Finish Your Tracks (Even When You Don’t Feel Like It)

Finish Your Tracks (Even When You Don’t Feel Like It)

Finish Your Tracks (Even When You Don’t Feel Like It) 150 150 Artist Coaching

Most producers I talk to have hundreds of unfinished projects on their hard drive. Ideas that started with excitement, but never made it past the drop or arrangement. You know that feeling, the first 30 minutes fly by, the loop sounds great, and then… it dies.

It’s not because you’re lazy. It’s because starting is easy. Finishing takes discipline.

During ADE week, Jay Hardway and I talked about this exact thing on the podcast. He mentioned something Axwell once said:

“You can only judge a track when it’s finished.”

And he’s right.

You don’t really know if an idea is good until you take it all the way. A melody on its own means nothing; the full picture does.

Finishing tracks isn’t just about releasing music. It’s about training a muscle.

Every time you push through the boring middle part, the mixing, the small tweaks, the endless rendering, you’re building creative endurance. You’re teaching yourself to stay consistent, to stay patient, to close the loop.

That’s how careers are built. Not from one hit, but from hundreds of finished tracks that no one ever heard, each one sharpening your skill.

If you struggle to finish, try this:

  • Set deadlines. Give yourself a date and stick to it. No one’s coming to rescue your project.
  • Work in sprints. 30 minutes of new ideas every day. Then pick the best one to finish each week.
  • Don’t judge early. Wait until the track is done before deciding if it’s good.
  • Finish, even if it sucks. You’ll learn something from every track you close.

The real growth happens between “this is fun” and “this is done.”

That’s where you become an artist, not just a producer.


__EXERCISE PROMPT__. In your copy, leave out the pictures and repeat every record exactly.

__INPUT DATA__.

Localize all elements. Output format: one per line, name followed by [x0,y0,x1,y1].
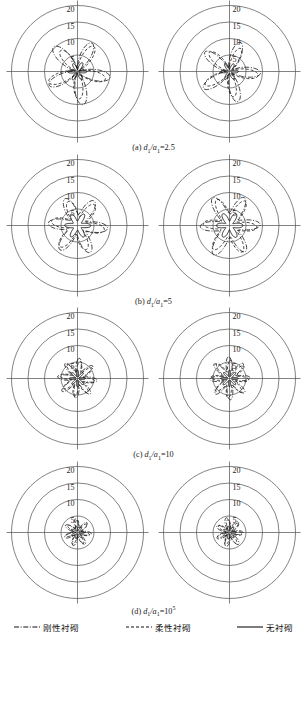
tick-label-15: 15 [67,482,75,491]
legend-label: 无衬砌 [266,621,293,633]
tick-label-5: 5 [71,208,75,217]
radial-tick-labels: 5101520 [233,5,241,64]
plot-row-c: 51015205101520 [0,307,307,450]
polar-plot-d-right: 5101520 [158,461,301,604]
tick-label-5: 5 [71,515,75,524]
panel-caption-d: (d) d1/a1=105 [0,605,307,617]
tick-label-15: 15 [67,22,75,31]
legend-label: 刚性衬砌 [43,621,79,633]
tick-label-5: 5 [233,515,237,524]
plot-row-d: 51015205101520 [0,461,307,604]
tick-label-20: 20 [233,466,241,475]
polar-curves [203,42,260,101]
tick-label-5: 5 [233,208,237,217]
tick-label-5: 5 [233,55,237,64]
legend-line-dashed [126,623,152,631]
tick-label-5: 5 [71,362,75,371]
legend-item-no-lining: 无衬砌 [237,621,293,633]
tick-label-15: 15 [233,22,241,31]
figure-polar-plots: 51015205101520(a) d1/a1=2.55101520510152… [0,0,307,727]
polar-axes [7,154,149,296]
tick-label-20: 20 [67,312,75,321]
curve-dash-dot [203,42,260,101]
radial-tick-labels: 5101520 [233,159,241,218]
legend-item-rigid-lining: 刚性衬砌 [14,621,79,633]
panel-caption-a: (a) d1/a1=2.5 [0,144,307,154]
polar-plot-c-right: 5101520 [158,307,301,450]
polar-axes [7,461,149,603]
tick-label-20: 20 [233,312,241,321]
polar-curves [49,43,110,105]
tick-label-15: 15 [233,482,241,491]
panel-c: 51015205101520(c) d1/a1=10 [0,307,307,461]
tick-label-10: 10 [67,38,75,47]
legend-item-flexible-lining: 柔性衬砌 [126,621,191,633]
tick-label-10: 10 [233,192,241,201]
legend-line-solid [237,623,263,631]
tick-label-15: 15 [67,329,75,338]
plot-row-a: 51015205101520 [0,0,307,143]
polar-plot-a-right: 5101520 [158,0,301,143]
radial-tick-labels: 5101520 [233,466,241,525]
tick-label-15: 15 [233,329,241,338]
panel-d: 51015205101520(d) d1/a1=105 [0,461,307,617]
polar-plot-c-left: 5101520 [6,307,149,450]
polar-axes [159,461,301,603]
panel-caption-c: (c) d1/a1=10 [0,451,307,461]
tick-label-20: 20 [67,159,75,168]
legend: 刚性衬砌柔性衬砌无衬砌 [0,617,307,633]
tick-label-10: 10 [233,38,241,47]
polar-plot-a-left: 5101520 [6,0,149,143]
panel-a: 51015205101520(a) d1/a1=2.5 [0,0,307,154]
polar-axes [159,1,301,143]
radial-tick-labels: 5101520 [67,159,75,218]
polar-plot-b-right: 5101520 [158,154,301,297]
legend-label: 柔性衬砌 [155,621,191,633]
radial-tick-labels: 5101520 [233,312,241,371]
radial-tick-labels: 5101520 [67,312,75,371]
curve-dashed [49,46,106,99]
tick-label-5: 5 [233,362,237,371]
polar-axes [7,1,149,143]
polar-plot-d-left: 5101520 [6,461,149,604]
tick-label-10: 10 [67,345,75,354]
panel-b: 51015205101520(b) d1/a1=5 [0,154,307,308]
tick-label-15: 15 [233,175,241,184]
polar-curves [200,197,260,255]
tick-label-20: 20 [233,5,241,14]
tick-label-10: 10 [67,499,75,508]
plot-row-b: 51015205101520 [0,154,307,297]
radial-tick-labels: 5101520 [67,5,75,64]
radial-tick-labels: 5101520 [67,466,75,525]
tick-label-5: 5 [71,55,75,64]
polar-axes [159,308,301,450]
tick-label-10: 10 [233,345,241,354]
tick-label-10: 10 [67,192,75,201]
tick-label-20: 20 [233,159,241,168]
polar-axes [7,308,149,450]
polar-axes [159,154,301,296]
polar-plot-b-left: 5101520 [6,154,149,297]
tick-label-20: 20 [67,466,75,475]
tick-label-10: 10 [233,499,241,508]
legend-line-dash-dot [14,623,40,631]
tick-label-15: 15 [67,175,75,184]
tick-label-20: 20 [67,5,75,14]
curve-dash-dot [200,197,260,255]
panel-caption-b: (b) d1/a1=5 [0,298,307,308]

__ANSWER FOR THIS EXERCISE__.
Localize all elements. Output format: one per line, name followed by [x0,y0,x1,y1].
tick-label-15: 15 [67,482,75,491]
legend-label: 无衬砌 [266,621,293,633]
tick-label-5: 5 [71,208,75,217]
radial-tick-labels: 5101520 [233,5,241,64]
plot-row-c: 51015205101520 [0,307,307,450]
polar-plot-d-right: 5101520 [158,461,301,604]
tick-label-5: 5 [71,515,75,524]
panel-caption-d: (d) d1/a1=105 [0,605,307,617]
tick-label-15: 15 [67,22,75,31]
legend-label: 刚性衬砌 [43,621,79,633]
tick-label-5: 5 [233,515,237,524]
plot-row-d: 51015205101520 [0,461,307,604]
tick-label-20: 20 [233,466,241,475]
polar-curves [203,42,260,101]
tick-label-5: 5 [233,208,237,217]
tick-label-5: 5 [233,55,237,64]
legend-line-dashed [126,623,152,631]
tick-label-5: 5 [71,362,75,371]
legend-item-no-lining: 无衬砌 [237,621,293,633]
tick-label-15: 15 [233,22,241,31]
figure-polar-plots: 51015205101520(a) d1/a1=2.55101520510152… [0,0,307,727]
polar-axes [7,154,149,296]
tick-label-20: 20 [67,312,75,321]
curve-dash-dot [203,42,260,101]
radial-tick-labels: 5101520 [233,159,241,218]
legend-item-rigid-lining: 刚性衬砌 [14,621,79,633]
panel-caption-a: (a) d1/a1=2.5 [0,144,307,154]
polar-plot-c-right: 5101520 [158,307,301,450]
polar-axes [7,461,149,603]
tick-label-20: 20 [233,312,241,321]
polar-curves [49,43,110,105]
tick-label-15: 15 [233,482,241,491]
panel-c: 51015205101520(c) d1/a1=10 [0,307,307,461]
tick-label-10: 10 [67,38,75,47]
legend-item-flexible-lining: 柔性衬砌 [126,621,191,633]
tick-label-10: 10 [233,192,241,201]
legend-line-solid [237,623,263,631]
tick-label-15: 15 [67,329,75,338]
plot-row-a: 51015205101520 [0,0,307,143]
polar-plot-a-right: 5101520 [158,0,301,143]
radial-tick-labels: 5101520 [233,466,241,525]
tick-label-15: 15 [233,329,241,338]
panel-d: 51015205101520(d) d1/a1=105 [0,461,307,617]
polar-plot-c-left: 5101520 [6,307,149,450]
polar-axes [159,461,301,603]
panel-caption-c: (c) d1/a1=10 [0,451,307,461]
tick-label-20: 20 [67,159,75,168]
legend: 刚性衬砌柔性衬砌无衬砌 [0,617,307,633]
tick-label-10: 10 [233,38,241,47]
polar-plot-a-left: 5101520 [6,0,149,143]
panel-a: 51015205101520(a) d1/a1=2.5 [0,0,307,154]
polar-axes [159,1,301,143]
radial-tick-labels: 5101520 [67,159,75,218]
polar-plot-b-right: 5101520 [158,154,301,297]
legend-label: 柔性衬砌 [155,621,191,633]
radial-tick-labels: 5101520 [233,312,241,371]
radial-tick-labels: 5101520 [67,312,75,371]
curve-dashed [49,46,106,99]
tick-label-5: 5 [233,362,237,371]
polar-axes [7,1,149,143]
polar-plot-d-left: 5101520 [6,461,149,604]
tick-label-10: 10 [67,345,75,354]
panel-b: 51015205101520(b) d1/a1=5 [0,154,307,308]
tick-label-15: 15 [233,175,241,184]
polar-curves [200,197,260,255]
tick-label-20: 20 [233,5,241,14]
tick-label-10: 10 [67,499,75,508]
plot-row-b: 51015205101520 [0,154,307,297]
radial-tick-labels: 5101520 [67,5,75,64]
radial-tick-labels: 5101520 [67,466,75,525]
tick-label-5: 5 [71,55,75,64]
polar-axes [159,308,301,450]
tick-label-10: 10 [233,345,241,354]
tick-label-10: 10 [67,192,75,201]
tick-label-20: 20 [233,159,241,168]
polar-axes [7,308,149,450]
polar-axes [159,154,301,296]
polar-plot-b-left: 5101520 [6,154,149,297]
tick-label-20: 20 [67,466,75,475]
tick-label-10: 10 [233,499,241,508]
legend-line-dash-dot [14,623,40,631]
tick-label-15: 15 [67,175,75,184]
tick-label-20: 20 [67,5,75,14]
curve-dash-dot [200,197,260,255]
panel-caption-b: (b) d1/a1=5 [0,298,307,308]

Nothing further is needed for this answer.